John McKellar | |
Birth Name: | John Alan McKellar |
Birth Date: | 13 August 1930 |
Birth Place: | Orange, New South Wales, Australia |
Death Place: | Sacred Heart Hospice, Darlinghurst, Australia |
Occupation: | Writer |
Alma Mater: | Sydney Teachers College |
Period: | 1953–2006 |
Genre: | Comedy revue, musical theatre |
Subject: | Social satire |
Notableworks: | A Cup of Tea, a Bex and a Good Lie Down |
John Alan McKellar (13 August 1930 – 6 September 2010) was an Australian writer, primarily of comedy revues or musical theatre. His most critically acclaimed and popularly attended work was A Cup of Tea, a Bex and a Good Lie Down which premiered at Sydney's Phillip Street Theatre on 18 September 1965 and ran for more than 250 performances. He was the resident writer at that theatre in the 1950s and 1960s. In the 1970s he provided the slogan, "The drink you have when you're not having a drink" to advertise Claytons non-alcoholic beverages. Most of his humour involved social satire where typical self-mockery was developed into an art form. Some of his works provided vernacular phrases used in Australian English including "is Australia really necessary", "A Cup of Tea, a Bex and a Good Lie Down", and "But I wouldn't want to live there".

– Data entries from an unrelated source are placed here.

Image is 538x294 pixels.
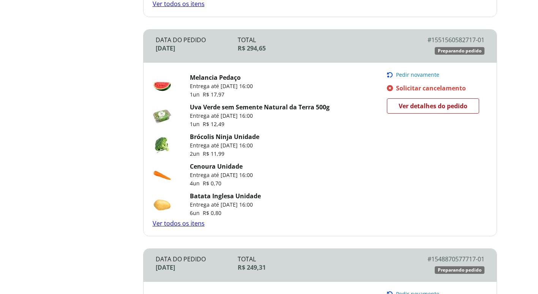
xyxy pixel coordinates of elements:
[399,100,467,112] span: Ver detalhes do pedido
[396,72,439,78] span: Pedir novamente
[190,120,203,128] span: 1 un
[203,120,224,128] span: R$ 12,49
[153,136,172,155] img: Brócolis Ninja Unidade
[396,84,466,92] span: Solicitar cancelamento
[402,255,485,263] div: # 1548870577717-01
[190,142,259,149] p: Entrega até [DATE] 16:00
[190,150,203,157] span: 2 un
[387,84,484,92] a: Solicitar cancelamento
[238,255,402,263] div: Total
[203,150,224,157] span: R$ 11,99
[438,267,481,273] span: Preparando pedido
[190,103,330,111] a: Uva Verde sem Semente Natural da Terra 500g
[156,263,238,271] div: [DATE]
[153,165,172,184] img: Cenoura Unidade
[153,219,205,227] a: Ver todos os itens
[190,180,203,187] span: 4 un
[203,91,224,98] span: R$ 17,97
[190,82,253,90] p: Entrega até [DATE] 16:00
[238,36,402,44] div: Total
[203,180,221,187] span: R$ 0,70
[156,36,238,44] div: Data do Pedido
[153,106,172,125] img: Uva Verde sem Semente Natural da Terra 500g
[402,36,485,44] div: # 1551560582717-01
[387,72,484,78] button: Pedir novamente
[190,112,330,120] p: Entrega até [DATE] 16:00
[190,171,253,179] p: Entrega até [DATE] 16:00
[190,192,261,200] a: Batata Inglesa Unidade
[438,48,481,54] span: Preparando pedido
[190,133,259,141] a: Brócolis Ninja Unidade
[190,162,243,170] a: Cenoura Unidade
[190,73,241,82] a: Melancia Pedaço
[153,195,172,214] img: Batata Inglesa Unidade
[153,76,172,95] img: Melancia Pedaço
[203,209,221,216] span: R$ 0,80
[190,91,203,98] span: 1 un
[190,201,261,208] p: Entrega até [DATE] 16:00
[156,255,238,263] div: Data do Pedido
[238,263,402,271] div: R$ 249,31
[156,44,238,52] div: [DATE]
[238,44,402,52] div: R$ 294,65
[387,98,479,114] a: Ver detalhes do pedido
[190,209,203,216] span: 6 un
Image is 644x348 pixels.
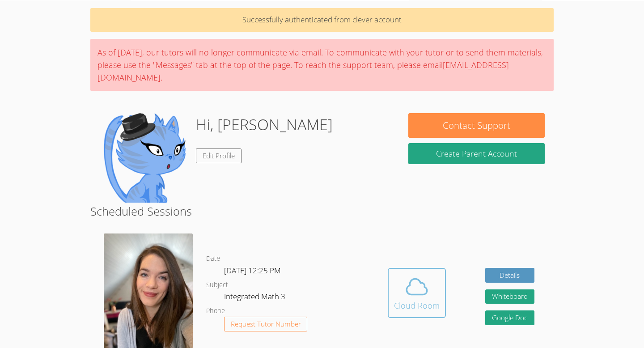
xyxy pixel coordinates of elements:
div: As of [DATE], our tutors will no longer communicate via email. To communicate with your tutor or ... [90,39,554,91]
button: Create Parent Account [408,143,544,164]
dt: Phone [206,306,225,317]
button: Whiteboard [485,289,535,305]
dt: Date [206,253,220,264]
button: Request Tutor Number [224,317,308,331]
a: Details [485,268,535,283]
button: Contact Support [408,113,544,138]
h2: Scheduled Sessions [90,202,554,220]
dd: Integrated Math 3 [224,291,287,306]
dt: Subject [206,280,228,291]
div: Cloud Room [394,299,440,312]
a: Google Doc [485,310,535,325]
p: Successfully authenticated from clever account [90,8,554,32]
img: default.png [99,113,189,202]
button: Cloud Room [387,268,446,318]
span: [DATE] 12:25 PM [224,265,281,276]
h1: Hi, [PERSON_NAME] [196,113,333,136]
span: Request Tutor Number [231,321,301,328]
a: Edit Profile [196,149,241,163]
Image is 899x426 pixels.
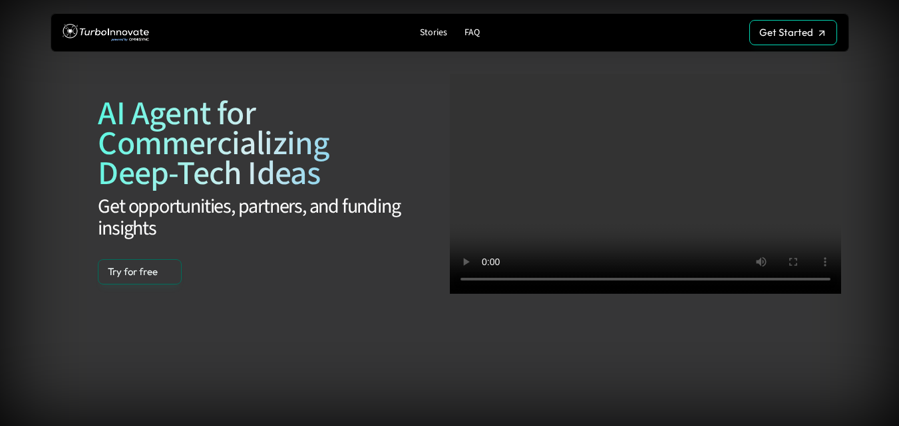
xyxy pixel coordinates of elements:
[759,27,813,39] p: Get Started
[464,27,480,39] p: FAQ
[63,21,149,45] img: TurboInnovate Logo
[420,27,447,39] p: Stories
[749,20,837,45] a: Get Started
[459,24,485,42] a: FAQ
[414,24,452,42] a: Stories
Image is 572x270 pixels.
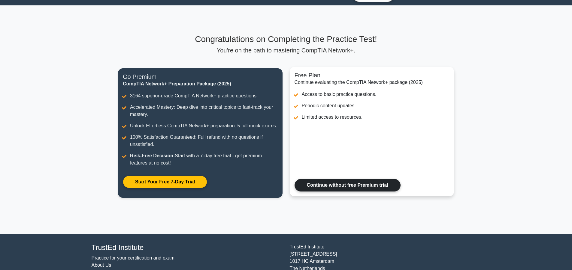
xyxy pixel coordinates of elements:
[118,34,454,44] h3: Congratulations on Completing the Practice Test!
[118,47,454,54] p: You're on the path to mastering CompTIA Network+.
[294,179,400,192] a: Continue without free Premium trial
[92,244,282,252] h4: TrustEd Institute
[92,256,175,261] a: Practice for your certification and exam
[92,263,111,268] a: About Us
[123,176,207,189] a: Start Your Free 7-Day Trial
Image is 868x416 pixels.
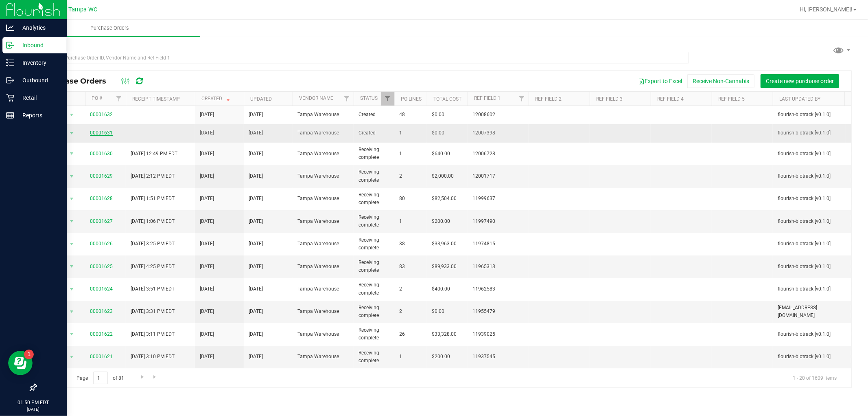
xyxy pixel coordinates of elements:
span: 12007398 [472,129,523,137]
a: Go to the last page [149,371,161,382]
span: select [67,238,77,250]
span: $82,504.00 [432,195,456,202]
span: [DATE] [249,217,262,225]
a: PO Lines [400,96,421,102]
span: [DATE] [249,129,262,137]
span: 2 [399,172,422,180]
span: select [67,109,77,121]
span: 1 [399,217,422,225]
span: 11962583 [472,285,523,293]
a: Created [201,96,231,101]
span: [DATE] [199,129,214,137]
a: Updated [251,96,272,102]
span: [DATE] 1:06 PM EDT [131,217,175,225]
span: Page of 81 [69,371,131,384]
span: select [67,193,77,204]
a: Purchase Orders [19,19,199,37]
span: [DATE] [199,331,214,338]
a: 00001630 [90,151,112,156]
span: select [67,351,77,363]
a: Ref Field 3 [596,96,622,102]
span: [DATE] [249,307,262,315]
span: [DATE] [199,263,214,271]
span: Receiving complete [358,191,389,207]
span: 48 [399,111,422,118]
span: select [67,260,77,272]
p: Inbound [14,40,63,50]
span: [DATE] [199,172,214,180]
span: Tampa Warehouse [298,353,349,360]
p: Outbound [14,75,63,85]
span: 11939025 [472,331,523,338]
p: Retail [14,93,63,103]
span: flourish-biotrack [v0.1.0] [778,285,841,293]
span: $200.00 [432,353,450,360]
inline-svg: Analytics [6,24,14,32]
span: 11937545 [472,353,523,360]
a: Filter [515,92,529,105]
span: 80 [399,195,422,202]
span: 11955479 [472,307,523,315]
span: 38 [399,240,422,248]
p: Inventory [14,57,63,68]
span: $33,963.00 [432,240,456,248]
span: Receiving complete [358,281,389,296]
span: 12006728 [472,150,523,157]
span: Receiving complete [358,236,389,252]
span: [DATE] [199,111,214,118]
span: select [67,128,77,139]
span: $0.00 [432,129,444,137]
span: Tampa Warehouse [298,331,349,338]
span: $200.00 [432,217,450,225]
span: select [67,283,77,295]
span: 11999637 [472,195,523,202]
span: select [67,306,77,317]
span: $0.00 [432,111,444,118]
span: 1 [399,150,422,157]
span: [DATE] [199,217,214,225]
span: [DATE] [199,353,214,360]
span: 2 [399,307,422,315]
span: select [67,216,77,227]
span: Created [358,111,389,118]
span: Receiving complete [358,303,389,319]
span: flourish-biotrack [v0.1.0] [778,129,841,137]
span: [DATE] [199,307,214,315]
a: Ref Field 4 [657,96,684,102]
a: Total Cost [433,96,461,102]
a: 00001625 [90,263,112,269]
span: Receiving complete [358,213,389,229]
span: Tampa Warehouse [298,150,349,157]
input: 1 [93,371,108,384]
input: Search Purchase Order ID, Vendor Name and Ref Field 1 [36,52,688,64]
span: Receiving complete [358,327,389,342]
span: $33,328.00 [432,331,456,338]
inline-svg: Outbound [6,76,14,85]
span: Receiving complete [358,146,389,161]
span: flourish-biotrack [v0.1.0] [778,150,841,157]
inline-svg: Inventory [6,58,14,67]
span: Tampa Warehouse [298,111,349,118]
a: Vendor Name [299,95,333,101]
span: flourish-biotrack [v0.1.0] [778,217,841,225]
span: Tampa Warehouse [298,217,349,225]
span: $400.00 [432,285,450,293]
span: [DATE] [249,353,262,360]
p: Analytics [14,23,63,33]
p: [DATE] [4,406,63,412]
a: 00001629 [90,173,112,179]
a: 00001623 [90,308,112,314]
span: Purchase Orders [79,25,140,32]
a: Ref Field 5 [718,96,744,102]
span: Tampa WC [69,6,97,13]
span: Tampa Warehouse [298,172,349,180]
span: Receiving complete [358,349,389,364]
span: 12008602 [472,111,523,118]
span: flourish-biotrack [v0.1.0] [778,111,841,118]
span: flourish-biotrack [v0.1.0] [778,240,841,248]
span: [DATE] [199,240,214,248]
span: [DATE] [249,263,262,271]
span: [DATE] 3:31 PM EDT [131,307,175,315]
p: 01:50 PM EDT [4,398,63,406]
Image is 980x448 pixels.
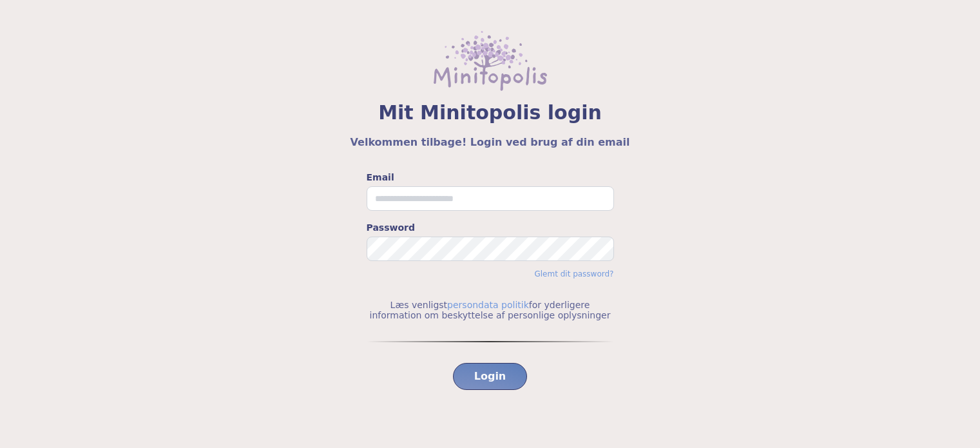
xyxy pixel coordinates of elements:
[367,171,614,184] label: Email
[31,101,949,125] span: Mit Minitopolis login
[453,363,527,390] button: Login
[474,368,506,384] span: Login
[534,270,613,278] a: Glemt dit password?
[367,300,614,320] p: Læs venligst for yderligere information om beskyttelse af personlige oplysninger
[367,221,614,234] label: Password
[31,135,949,150] h5: Velkommen tilbage! Login ved brug af din email
[447,300,529,310] a: persondata politik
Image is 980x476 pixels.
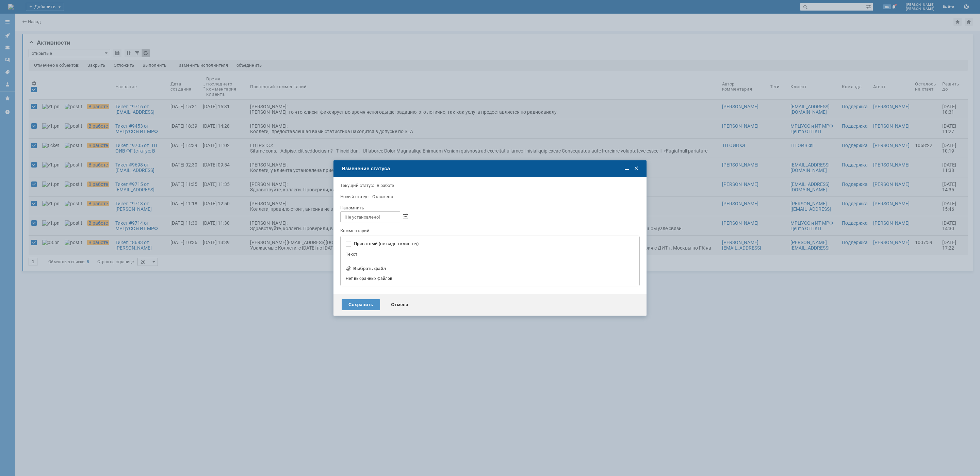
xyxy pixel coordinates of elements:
[341,165,640,172] div: Изменение статуса
[340,228,639,234] div: Комментарий
[354,241,633,247] label: Приватный (не виден клиенту)
[340,183,374,188] label: Текущий статус:
[346,252,633,257] div: Текст
[340,211,400,222] input: [Не установлено]
[340,206,639,210] div: Напомнить
[624,165,630,172] span: Свернуть (Ctrl + M)
[353,266,386,271] div: Выбрать файл
[340,194,370,199] label: Новый статус:
[346,274,634,282] div: Нет выбранных файлов
[377,183,394,188] span: В работе
[373,194,393,199] span: Отложено
[633,165,640,172] span: Закрыть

McKellar was born on 13 August 1930 in Orange to Rupert McKellar, a commercial traveller, and Winifred née Lehman.[1] [2] He grew up with his sister Margaret and brother Clive in Waverley.[2] McKellar was educated at St Charles School and Waverley College – run by the Christian Brothers.[1] [2] At the same school were two of his neighbours, Jerry Donovan and Lance Mulcahy and when McKellar attended Sydney Teachers College, Donovan and Mulcahy were enrolled at the adjacent Sydney University.[1] [2] McKellar worked as a teacher before returning to Sydney to become a full-time writer.[1] The trio collaborated for university productions of musicals, with McKellar writing lyrics.[2]
On 12 February 1953, McKellar, Donovan and Mulcahy wrote and/or performed a musical revue, Metropolitan Merry-Go-Round, for their professional debut at the Metropolitan Theatre in Kings Cross.[3] It was produced by William Orr, who subsequently established the Phillip Street Theatre which show-cased works by McKellar.[2] Further revues followed and then, in 1955, the trio travelled to the United Kingdom where they wrote sketches and material for cabarets.[2] McKellar returned to Phillip Street Theatre and became its resident writer.[2] From 1964 McKellar periodically travelled to the United States attempting to stage a Broadway production. From February to April 1965, Is Australia Really Necessary?, was staged at the Tivoli Theatre, Melbourne with McKellar providing lyrics.[4] The title provided a vernacular phrase in Australian English.[2]
On 18 September 1965, his play, A Cup of Tea, a Bex and a Good Lie Down, premiered at Phillip Street Theatre and ran for more than 250 performances.[5] [6] [7] The cast included John Ewart,[5] Gloria Dawn,[8] Ruth Cracknell and Reg Livermore.[9] [10] McKellar's play popularised the phrase, "A Cup of Tea, a Bex and a Good Lie Down", which "quickly became a common Australian saying".[11] The play is McKellar's most critically acclaimed and popularly attended work.[2] [11]
In the 1970s, he provided the slogan, "The drink you have when you're not having a drink" to advertise Claytons non-alcoholic beverages. McKellar moved to the US and became involved in antique textiles, setting up a business there for almost 20 years.[1] In 1981 McKellar reconnected with Mulcahy for a musical-comedy, Keystone, which was composed by Mulcahy with book by McKellar who also co-wrote the lyrics with Dion McGregor.[12] In January 1982 it was performed at the McCarter Theater in Princeton. The New York Times reviewer Mel Gussow found it "an intimate vest-pocket musical ... smallness leads to some novel double-teaming". Overall Gussow was disappointed as "the approach demands a much keener sense of style and of comedy than is demonstrated ... [o]n a very basic level, Keystone is just not funny enough".[12]
In 1996, McKellar returned to Australia where he wrote and directed a play, Virtual unReality, which was performed in May at the Tilbury Hotel, Woolloomooloo.[13] In December 2006, he wrote Attack of the Granny Boomers, which was performed at the Parade Theatre, Kensington.[14] McKellar died on 6 September 2010, aged 80 years.[2] [11] Most of his humour involved social satire where typical self-mockery was developed into an art form.[2]